To underscore the critical fact that he may have been bloodied but remained fervently unbowed, Kunle published another incisive book on his life and times aptly entitled What a Country! with the requisite exclamation mark. 

In his as ever combative foreword to What a Country!, the acclaimed poet, essayist and political commentator, Odia Ofeimun, wrote of Kunle Ajibade: “Largely on the strength of his moral comportment as a journalist and because of what I came to know of his love of decency, we grew to be friends. That’s how come, when he and his other colleagues left M.K.O. Abiola’s African Concord magazine in the 90s and began to run THE NEWS and TEMPO – two magazines that had been banned but refused to stay banned – I swore from my London redoubt as an intellectual exile to write for them free of charge. On my return to Lagos, I yielded my place in a more established medium in order to get embroiled in the more indeterminate waters of guerrilla journalism of which they were such intrepid exponents. I later became Chairman of the soon-to-be-rested A.M. NEWS of which he was editorial page editor, the job from which General Sani Abacha’s goons yanked him away before we could evolve a work ethic.”

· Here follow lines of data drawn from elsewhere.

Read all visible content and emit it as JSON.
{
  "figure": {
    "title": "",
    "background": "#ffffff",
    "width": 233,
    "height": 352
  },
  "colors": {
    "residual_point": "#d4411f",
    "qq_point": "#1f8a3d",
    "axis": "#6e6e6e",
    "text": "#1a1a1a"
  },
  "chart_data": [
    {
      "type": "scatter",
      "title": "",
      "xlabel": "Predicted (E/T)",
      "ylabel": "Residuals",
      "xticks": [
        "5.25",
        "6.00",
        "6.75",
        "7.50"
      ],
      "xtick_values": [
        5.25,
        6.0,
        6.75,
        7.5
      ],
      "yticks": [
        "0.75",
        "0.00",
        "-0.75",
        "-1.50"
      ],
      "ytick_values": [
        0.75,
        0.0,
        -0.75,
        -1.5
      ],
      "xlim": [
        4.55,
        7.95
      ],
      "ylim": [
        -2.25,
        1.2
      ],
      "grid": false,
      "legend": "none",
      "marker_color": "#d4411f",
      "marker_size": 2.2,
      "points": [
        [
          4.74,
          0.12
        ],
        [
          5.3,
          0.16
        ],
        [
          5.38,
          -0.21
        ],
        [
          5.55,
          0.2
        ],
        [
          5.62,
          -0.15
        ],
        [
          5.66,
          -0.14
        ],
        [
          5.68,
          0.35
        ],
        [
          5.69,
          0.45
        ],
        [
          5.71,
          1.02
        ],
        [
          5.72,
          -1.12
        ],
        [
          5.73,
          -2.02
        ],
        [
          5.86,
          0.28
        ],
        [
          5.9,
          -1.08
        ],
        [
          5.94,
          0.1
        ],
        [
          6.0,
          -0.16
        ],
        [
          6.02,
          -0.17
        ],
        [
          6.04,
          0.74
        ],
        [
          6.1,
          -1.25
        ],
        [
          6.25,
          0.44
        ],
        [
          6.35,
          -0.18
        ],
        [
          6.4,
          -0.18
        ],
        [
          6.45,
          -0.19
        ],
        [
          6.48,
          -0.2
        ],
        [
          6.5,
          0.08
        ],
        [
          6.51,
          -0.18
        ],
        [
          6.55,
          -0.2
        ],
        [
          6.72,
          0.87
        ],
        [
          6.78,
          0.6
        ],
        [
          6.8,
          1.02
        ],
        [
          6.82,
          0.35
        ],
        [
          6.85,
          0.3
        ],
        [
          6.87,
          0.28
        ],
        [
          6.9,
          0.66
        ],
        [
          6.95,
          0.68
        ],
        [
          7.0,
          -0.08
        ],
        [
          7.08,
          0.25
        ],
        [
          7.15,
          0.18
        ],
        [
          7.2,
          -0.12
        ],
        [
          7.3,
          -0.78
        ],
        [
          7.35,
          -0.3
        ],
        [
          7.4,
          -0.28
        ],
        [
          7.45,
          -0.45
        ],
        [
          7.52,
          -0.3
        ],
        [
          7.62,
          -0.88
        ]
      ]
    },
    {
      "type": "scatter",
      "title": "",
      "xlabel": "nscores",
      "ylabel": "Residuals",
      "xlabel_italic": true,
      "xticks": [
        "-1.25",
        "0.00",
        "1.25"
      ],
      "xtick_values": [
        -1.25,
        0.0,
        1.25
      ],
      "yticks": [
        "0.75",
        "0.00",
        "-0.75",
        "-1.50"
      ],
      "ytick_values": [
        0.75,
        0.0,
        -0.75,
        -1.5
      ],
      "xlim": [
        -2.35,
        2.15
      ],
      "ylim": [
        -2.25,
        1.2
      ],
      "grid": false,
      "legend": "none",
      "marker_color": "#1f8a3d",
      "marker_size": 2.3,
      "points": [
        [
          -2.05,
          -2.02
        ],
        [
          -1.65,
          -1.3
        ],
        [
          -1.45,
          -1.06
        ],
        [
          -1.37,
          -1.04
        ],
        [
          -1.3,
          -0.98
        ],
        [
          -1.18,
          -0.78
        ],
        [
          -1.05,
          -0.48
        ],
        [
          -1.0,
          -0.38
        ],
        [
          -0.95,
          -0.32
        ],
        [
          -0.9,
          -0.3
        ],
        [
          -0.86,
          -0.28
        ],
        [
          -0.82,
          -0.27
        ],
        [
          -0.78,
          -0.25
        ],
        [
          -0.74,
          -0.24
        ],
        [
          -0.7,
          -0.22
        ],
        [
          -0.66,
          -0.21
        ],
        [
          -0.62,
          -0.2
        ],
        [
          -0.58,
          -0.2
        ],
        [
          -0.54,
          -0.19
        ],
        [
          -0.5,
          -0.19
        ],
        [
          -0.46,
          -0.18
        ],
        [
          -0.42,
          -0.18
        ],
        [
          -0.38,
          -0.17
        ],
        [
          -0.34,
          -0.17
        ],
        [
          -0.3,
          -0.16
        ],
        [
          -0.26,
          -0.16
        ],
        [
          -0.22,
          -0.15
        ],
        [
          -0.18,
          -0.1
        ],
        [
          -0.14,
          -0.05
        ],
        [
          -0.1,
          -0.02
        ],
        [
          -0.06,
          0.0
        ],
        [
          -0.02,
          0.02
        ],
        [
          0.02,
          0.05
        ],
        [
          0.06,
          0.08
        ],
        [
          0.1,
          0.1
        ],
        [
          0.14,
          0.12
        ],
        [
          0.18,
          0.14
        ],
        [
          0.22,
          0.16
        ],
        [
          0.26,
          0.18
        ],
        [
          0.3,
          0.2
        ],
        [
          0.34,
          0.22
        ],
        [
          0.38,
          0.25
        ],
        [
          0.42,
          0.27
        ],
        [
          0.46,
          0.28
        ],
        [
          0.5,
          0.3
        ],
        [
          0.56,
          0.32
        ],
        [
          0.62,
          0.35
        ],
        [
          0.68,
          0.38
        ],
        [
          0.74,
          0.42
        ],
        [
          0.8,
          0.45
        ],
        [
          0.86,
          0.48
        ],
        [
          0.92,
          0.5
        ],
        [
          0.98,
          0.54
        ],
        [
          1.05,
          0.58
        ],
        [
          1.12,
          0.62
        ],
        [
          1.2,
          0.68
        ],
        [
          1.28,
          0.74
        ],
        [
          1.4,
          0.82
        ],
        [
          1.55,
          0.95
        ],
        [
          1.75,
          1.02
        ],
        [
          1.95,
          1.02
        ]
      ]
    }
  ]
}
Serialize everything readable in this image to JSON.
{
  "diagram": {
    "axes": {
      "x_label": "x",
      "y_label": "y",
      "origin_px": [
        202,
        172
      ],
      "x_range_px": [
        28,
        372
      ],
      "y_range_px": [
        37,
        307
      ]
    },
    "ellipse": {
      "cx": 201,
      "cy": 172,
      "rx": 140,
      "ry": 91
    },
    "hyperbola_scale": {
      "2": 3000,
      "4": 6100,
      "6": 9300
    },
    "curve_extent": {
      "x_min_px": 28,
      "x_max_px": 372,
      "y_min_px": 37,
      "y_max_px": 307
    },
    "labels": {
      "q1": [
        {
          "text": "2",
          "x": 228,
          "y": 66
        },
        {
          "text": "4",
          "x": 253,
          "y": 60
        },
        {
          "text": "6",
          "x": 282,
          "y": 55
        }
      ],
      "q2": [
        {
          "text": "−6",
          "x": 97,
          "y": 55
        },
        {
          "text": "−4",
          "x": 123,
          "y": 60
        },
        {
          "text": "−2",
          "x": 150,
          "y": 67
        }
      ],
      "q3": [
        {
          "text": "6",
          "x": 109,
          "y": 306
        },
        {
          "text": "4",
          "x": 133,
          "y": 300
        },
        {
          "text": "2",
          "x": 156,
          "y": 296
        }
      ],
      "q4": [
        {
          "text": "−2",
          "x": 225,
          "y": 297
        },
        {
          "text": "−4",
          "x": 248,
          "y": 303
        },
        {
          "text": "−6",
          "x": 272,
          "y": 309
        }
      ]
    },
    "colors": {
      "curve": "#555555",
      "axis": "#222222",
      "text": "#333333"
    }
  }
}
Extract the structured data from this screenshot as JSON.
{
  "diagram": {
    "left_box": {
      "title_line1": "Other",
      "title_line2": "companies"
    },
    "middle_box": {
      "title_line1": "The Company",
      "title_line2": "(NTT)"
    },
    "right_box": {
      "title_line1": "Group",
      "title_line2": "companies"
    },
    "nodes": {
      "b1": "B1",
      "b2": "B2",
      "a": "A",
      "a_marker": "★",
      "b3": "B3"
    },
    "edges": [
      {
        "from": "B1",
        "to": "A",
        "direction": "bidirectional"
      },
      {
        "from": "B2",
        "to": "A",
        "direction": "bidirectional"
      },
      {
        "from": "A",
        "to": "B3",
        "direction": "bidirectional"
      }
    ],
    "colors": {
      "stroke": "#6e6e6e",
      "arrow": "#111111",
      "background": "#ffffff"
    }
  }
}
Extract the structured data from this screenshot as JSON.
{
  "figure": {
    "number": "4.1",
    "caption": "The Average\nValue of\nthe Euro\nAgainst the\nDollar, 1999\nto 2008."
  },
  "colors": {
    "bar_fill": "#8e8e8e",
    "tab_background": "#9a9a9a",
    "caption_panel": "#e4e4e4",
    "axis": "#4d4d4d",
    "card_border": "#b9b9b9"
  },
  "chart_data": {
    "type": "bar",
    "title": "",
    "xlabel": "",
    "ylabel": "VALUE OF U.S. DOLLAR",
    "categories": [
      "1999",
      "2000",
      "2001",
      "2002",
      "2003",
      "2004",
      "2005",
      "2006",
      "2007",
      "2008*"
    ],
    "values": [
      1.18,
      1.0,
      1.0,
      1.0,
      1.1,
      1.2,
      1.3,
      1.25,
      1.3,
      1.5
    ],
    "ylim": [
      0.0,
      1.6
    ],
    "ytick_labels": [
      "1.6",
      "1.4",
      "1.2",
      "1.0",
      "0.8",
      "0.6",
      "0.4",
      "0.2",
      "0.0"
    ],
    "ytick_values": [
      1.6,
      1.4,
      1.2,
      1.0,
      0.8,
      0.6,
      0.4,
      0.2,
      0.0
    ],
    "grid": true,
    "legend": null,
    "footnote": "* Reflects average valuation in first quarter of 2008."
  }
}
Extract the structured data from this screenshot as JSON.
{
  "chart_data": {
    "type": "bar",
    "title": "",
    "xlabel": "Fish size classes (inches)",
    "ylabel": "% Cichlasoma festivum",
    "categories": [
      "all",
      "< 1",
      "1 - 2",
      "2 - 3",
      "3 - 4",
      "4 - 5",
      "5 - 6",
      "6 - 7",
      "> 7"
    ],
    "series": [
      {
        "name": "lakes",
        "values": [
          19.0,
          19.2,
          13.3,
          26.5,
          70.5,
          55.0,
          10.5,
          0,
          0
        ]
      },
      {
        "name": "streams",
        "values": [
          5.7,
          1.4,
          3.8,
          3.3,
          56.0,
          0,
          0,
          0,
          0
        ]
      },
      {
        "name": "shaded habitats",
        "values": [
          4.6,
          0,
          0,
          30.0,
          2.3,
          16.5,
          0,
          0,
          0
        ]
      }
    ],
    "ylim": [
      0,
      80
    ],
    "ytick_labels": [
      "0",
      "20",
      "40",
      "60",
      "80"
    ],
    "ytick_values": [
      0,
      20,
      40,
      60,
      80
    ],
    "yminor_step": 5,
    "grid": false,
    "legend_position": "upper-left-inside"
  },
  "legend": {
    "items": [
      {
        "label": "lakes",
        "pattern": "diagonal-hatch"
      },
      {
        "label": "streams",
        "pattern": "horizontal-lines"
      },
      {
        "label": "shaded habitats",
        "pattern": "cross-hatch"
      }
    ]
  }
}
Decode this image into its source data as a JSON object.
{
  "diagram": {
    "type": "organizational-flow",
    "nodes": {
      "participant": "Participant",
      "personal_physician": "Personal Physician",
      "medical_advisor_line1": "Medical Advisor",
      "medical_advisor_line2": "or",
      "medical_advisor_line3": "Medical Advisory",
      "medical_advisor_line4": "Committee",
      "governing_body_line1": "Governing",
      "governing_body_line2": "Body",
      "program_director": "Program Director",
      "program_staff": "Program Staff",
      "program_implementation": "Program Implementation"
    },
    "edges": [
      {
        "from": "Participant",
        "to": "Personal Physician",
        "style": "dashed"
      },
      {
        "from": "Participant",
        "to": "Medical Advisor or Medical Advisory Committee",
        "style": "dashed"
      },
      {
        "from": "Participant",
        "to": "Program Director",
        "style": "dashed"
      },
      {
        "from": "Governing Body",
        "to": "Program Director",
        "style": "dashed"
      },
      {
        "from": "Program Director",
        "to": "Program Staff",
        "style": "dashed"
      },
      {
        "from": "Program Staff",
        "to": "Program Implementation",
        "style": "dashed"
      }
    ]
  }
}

Me too, I had to abandon the about-to-be-birthed daily newspaper which I had been given the start-up capital to found, and I took a pay cut of nearly half of my take-home salary to serve on the selfsame editorial board that Odia wrote of. 

So, I was there live when Kunle was taken away to serve an imprisonment for committing no offence whatsoever, least of all plotting a coup to topple Abacha! 

It still rankles as one of the saddest memories of my life. 

Kunle served Abacha’s prison sentence with the redoubtable human rights activist Dr Beko Ransome-Kuti, the legendary musician Fela’s brother. 

Kunle may look soft on the outside, but he takes no prisoners, as his words on then President Obasanjo’s abandonment of Beko Ransome-Kuti are indeed galling.

For Kunle, it’s tragic that Obasanjo whom Beko was ready to pay the supreme sacrifice for ended up not bothering about his fellow Abeokuta man when serving eight years as Nigeria’s President. 

According to Kunle Ajibade, “It was one of the coincidences of history that President Obasanjo, who had not met the victims of the 1995 phantom coup since he had been in power, eventually had a meeting in Abuja with some of them – Col. G. Ajayi, Chris Anyanwu, Ben Charles-Obi, Shehu Sani etc. – on the very day that Beko Ransome-Kuti died in Lagos: 10 February 2006.”

Kunle Ajibade deserves celebration as the DAME award showcased. 

In a sordid world where darkness is an ever present danger, Kunle Ajibade shines forth with the endearing humanity of his being.

He belongs to the frontline, and assuredly so because he does not mince words – where he stands is as clear as daylight. 

Let’s end with Kunle Ajibade’s words on his dedication of the DAME award to the duo of Dr. Stanley Macebuh and Prof Tejumola Olaniyan thusly: “My hope is that our country, our continent, will eventually find replacements for these ancestors.”